A Connecticut Yankee in King Arthur's Court, Part 9.
The narrator balances intimate domestic scenes—caring with his wife for a gravely ill child and reflecting on their marriage and his longing for a vanished world—with mounting military preparations. He writes daily letters while organizing defenses, ordering evacuations of factories, recruiting fifty-two trained youths, placing spies, and preparing mines. As knights, nobles, and clergy mobilize, popular sentiment rallies against his republican project, forcing him to steady his followers and devise a plan to confront only the mounted nobility at the sand-belt. The section alternates tender family reminiscence with satirical scrutiny of social conformity and pragmatic wartime strategy.
About This Book
The narrator balances intimate domestic scenes—caring with his wife for a gravely ill child and reflecting on their marriage and his longing for a vanished world—with mounting military preparations. He writes daily letters while organizing defenses, ordering evacuations of factories, recruiting fifty-two trained youths, placing spies, and preparing mines.

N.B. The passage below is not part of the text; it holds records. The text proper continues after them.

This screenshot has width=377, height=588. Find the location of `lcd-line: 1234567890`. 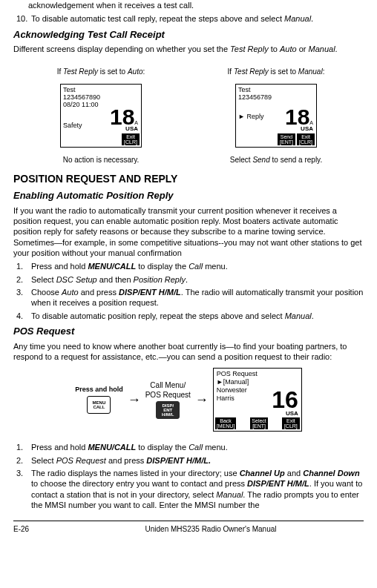

lcd-line: 1234567890 is located at coordinates (101, 97).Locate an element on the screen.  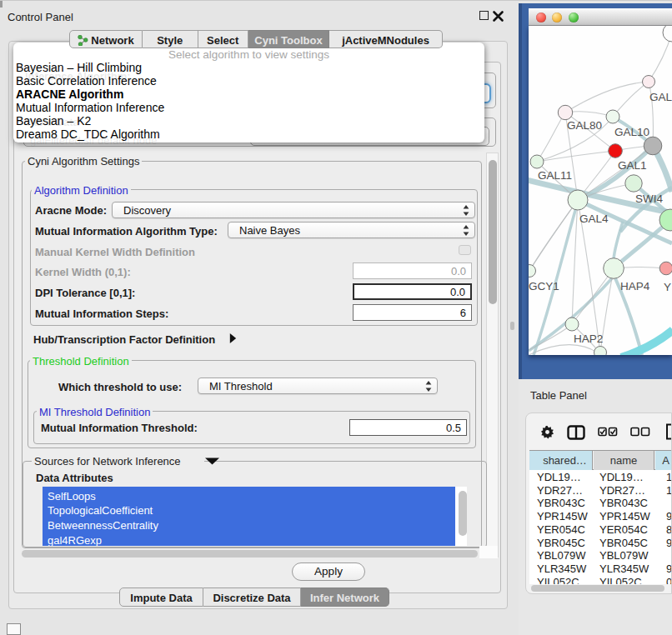
svg-text: GAL10 is located at coordinates (632, 132).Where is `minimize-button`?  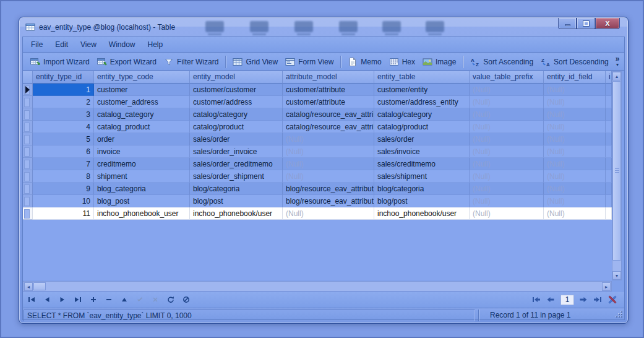 minimize-button is located at coordinates (567, 24).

As knights, nobles, and clergy mobilize, popular sentiment rallies against his republican project, forcing him to steady his followers and devise a plan to confront only the mounted nobility at the sand-belt. The section alternates tender family reminiscence with satirical scrutiny of social conformity and pragmatic wartime strategy.
About the Author
More Books by This Author
1601: Conversation as it was by the Social Fireside in the Time of the Tudors
by Mark Twain
A Connecticut Yankee in King Arthur's Court
by Mark Twain
A Connecticut Yankee in King Arthur's Court, Part 1.
by Mark Twain
A Connecticut Yankee in King Arthur's Court, Part 2.
by Mark Twain
A Connecticut Yankee in King Arthur's Court, Part 3.
by Mark Twain
A Connecticut Yankee in King Arthur's Court, Part 4.